Making Dreams a Reality
After dark, lights of two major German cities are visible from the bluff at Lohrburg. Young people from the Frankfurt Church of the Nazarene can identify the view: Offenbach to the left, Frankfurt to the right. They should know, since this is where they come to dream.
"You look out there and you think, 'God, there's so much to do and we have no idea where to start,'" said Evan Offutt, who works with five other students in the latest venture toward church planting in Germany. "Show us what we can do."
Offutt, a graphic designer and recent university graduate from the U.S., is there as a result of an attempt to revive and refocus churches in Germany. She's one of six students pioneering the Engedi evangelism school in Frankfurt, an intensive program designed to develop outward-focused and forward-moving church planters for Western Europe.
"In Germany, you'll find at least one church in every town," said 23-year-old Drew David, who has worked at Frankfurt's Church of the Nazarene for more than two years. "In most major cities, there are many churches and some amazing cathedrals.
"But as time has passed, the birthing of Christianity has stopped, and [this area has] missed out on a lot of its ability to change and transform culture."
Since September, Engedi students have been meeting daily for intensive, practical-application studies of Scripture. Each morning, they delve into the Bible, guided by Hans Jurgen Zimmermann, pastor of the Frankfurt church and mentor for the Engedi project.
"En Gedi is a place in the desert mountains of Israel," said Zimmermann. "There, [David] trained people that later on became the great army of God. We believe we are ordained by God to fulfill his great plan to re-inherit what God has promised, but we need the necessary training."
Afternoons are reserved for practical, real-life ventures. Each student leads an individual aspect of the project: communications, publicity, after school outreach for young people, English language classes, and community events. For a few weeks at a time, pastors from the U.S. join the school as additional mentors-in-residence. Their openness about the reality of ministry is something most of the students mark as a significant source of growth.
"We have great classes, great teachers, and a great time hanging out," said Emily Gibson, a religion major from Trevecca Nazarene University who coordinates Engedi's English classes and events. "But the best part is discovering more about God, and the ability to say at the end of the day, 'I gave God a chance, I really stepped out there and saw what He can do.'"
Engedi is the latest offshoot of a larger initiative—Project Noah. A recent study on Nazarene church growth in Germany over five years revealed that "classical evangelism" wasn't being done, said Zimmermann. "There were activities and programs, but people couldn't recall converts or members that they had reached and brought into the church." So they started Project Noah, named for the goal of "saving life," with two or three crusades a year, inviting Youth in Mission teams, college groups, and international churches to bring music, drama and speaking for a new wave of outreach.
Project Noah is changing the church's targets, too. While Nazarene churches have tended to plant in rural areas because of personal contacts or financial viability, Zimmermann cites history as an impetus for focusing on major cities. "When Paul took his mission journeys, he always went to the capital cities of the areas," he shared. Most of Germany's major cities, thanks to the colonizing Romans, are set along major waterways. Boats are less expensive than real estate, so the financial challenge of planting churches in major metropolitan areas is temporarily circumvented if one follows the example of the Romans—buy one structure and move it around. Noah is a body-before-building approach with the long-term goal to gather a team of church planters, purchase a boat, and dock at major cities along the Rhine for six months to a year at a time—long enough to hold crusades, outreaches, and build up a local body in key areas of Germany. A core group and pastor will stay behind at each location, committed to building that church community where it is and helping the local congregation find a permanent location.
"We need training to start this new kind of ministry," said Zimmermann.
"This is not playing church, but being church. Church is not structured by a building, or a Sunday morning service and a pastor, but by people that are willing to give their life and support it." The Engedi students embody this experimental outlook. If an endeavor does not work, it goes in their visual file of ideas that might work elsewhere. "Everything you can read about emerging churches is what we are thinking," said Zimmermann. "We'd like to see that we are empowering people, and setting people free to do what God called them to do. And in this country . . . we need to try something different. "I don't know if this something different will work," he continued. "But you know, what can we lose?"
Simone Finney is the print manager at the Eurasia Regional Communications Center in Bósingen, Switzerland.
Please note: All facts, figures, and titles were accurate to the best of our knowledge at the time of original publication but may have since changed.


WHAT IS EXPECTED
Only one stretch of the data below is wanted: the lines from the one with "You are a GUI" through the one with "Task: Click on", repeated exactly.

PROVIDED DATA

_ _ _ _

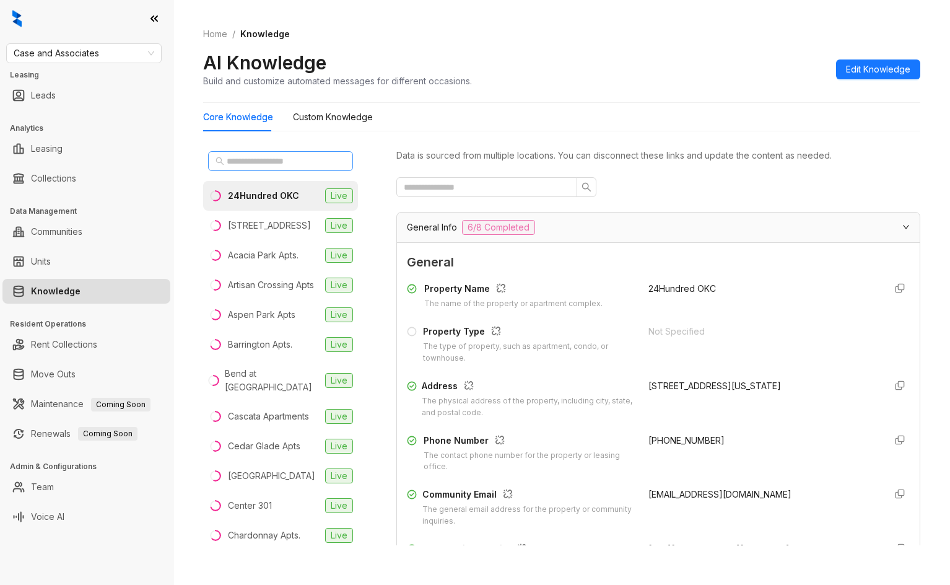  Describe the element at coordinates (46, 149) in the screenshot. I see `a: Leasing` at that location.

_ _ _ _

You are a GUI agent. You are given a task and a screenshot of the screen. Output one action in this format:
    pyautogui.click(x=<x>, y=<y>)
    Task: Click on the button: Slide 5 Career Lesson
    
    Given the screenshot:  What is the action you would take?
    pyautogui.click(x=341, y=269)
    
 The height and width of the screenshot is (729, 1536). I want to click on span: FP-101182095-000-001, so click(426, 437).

_ _ _ _

SOLUTION TO THIS PROBLEM
You are a GUI agent. You are given a task and a screenshot of the screen. Output one action in this format:
    pyautogui.click(x=<x>, y=<y>)
    Task: Click on the button: Slide 5 Career Lesson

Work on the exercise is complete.